One by one he examined each section and piece of equipment in the park. The bandstand was old, maybe seventy-five years, the war memorial dated back to after World War I.

The playground.

What had she buried under the playground.  And why?”

 

 

The Frank Nagler books are available at the following New Jersey libraries:

Brick  (Ocean County Library System) Mountainside; Morris County Library; Somerset County Library System; Bernardsville Public Library; Hunterdon County Public Library; Mount Olive Public Library;  Phillipsburg; Warren County, Franklin branch; Mount Arlington; Wharton; Dover; Hackettstown;  Clark, Parsippany and the Ramsey library, as part of the Bergen County Cooperative Library System; The Palmer (Pa.) Branch of the Easton Public Library; Deptford Free Public Library and Franklin Township Library (Gloucester Co.), New Providence Memorial Library.

 

The Frank Nagler mysteries are available online at:

Amazon: http://goo.gl/hVQIII

Kobo: https://goo.gl/bgLH6v

NOOK: http://goo.gl/WnQjtr

http://www.walmart.com

 

 

About michaelstephendaigle

I am the author of the award-winning Frank Nagler Mystery series. "The Swamps of Jersey (2014); "A Game Called Dead" (2016) -- a Runner-Up in the 2016 Shelf Unbound Indie Author Contest; "The Weight of Living" (2017) -- “The Weight of Living” was awarded First Place for mysteries in the 2017 Royal Dragonfly Book Award contest; Named A Notable 100 Book, Shelf Unbound 2018 Indie Book Awards; Named a Distinguished Favorite, 2018 Independent Press Awards.
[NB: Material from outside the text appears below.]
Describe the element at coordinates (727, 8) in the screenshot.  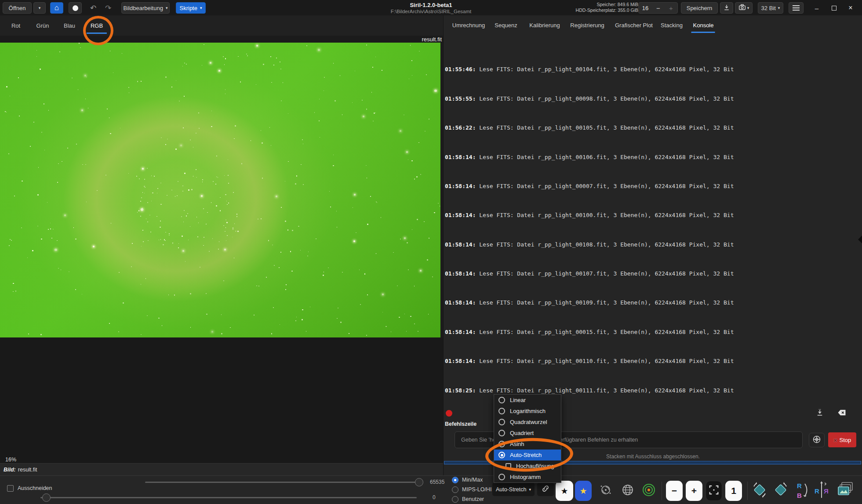
I see `export-button` at that location.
Named a Distinguished Favorite in the 2018 Big NYC Book Contest. Named a Finalist in the 2019 Book Excellence Awards. Named A Gold Star Award winner in the 2020 Elite Choice Book Awards Named a Book Award Winner in 2021 by Maincraft Media Fiction Book Awards; The Red Hand (2019) a Distinguished Favorite in the 2019 Big NYC Book Contest Named Second Place winner for mysteries in the 2019 Royal Dragonfly Book Awards Named a Notable 100 Book in the 2019 Shelf Unbound Indie Book Awards Named a Distinguished Favorite in the 2020 Independent Press Awards A Nominee in the 2020 TopShelf Book Awards Named A Gold Star Award winner in the 2020 Elite Choice Book Awards Dragony Rising (2022) First Place for Mysteries in the 2022 Royal Dragonyfly Book Awards; named a Notable 100 Indie Book in the 2022 Shelf Unbound Indie Book Awards; A Distinguished Favorite in the 2023 Independent Press Awards. A Distinguished Favorite in the 2023 Big NYC Book Awards.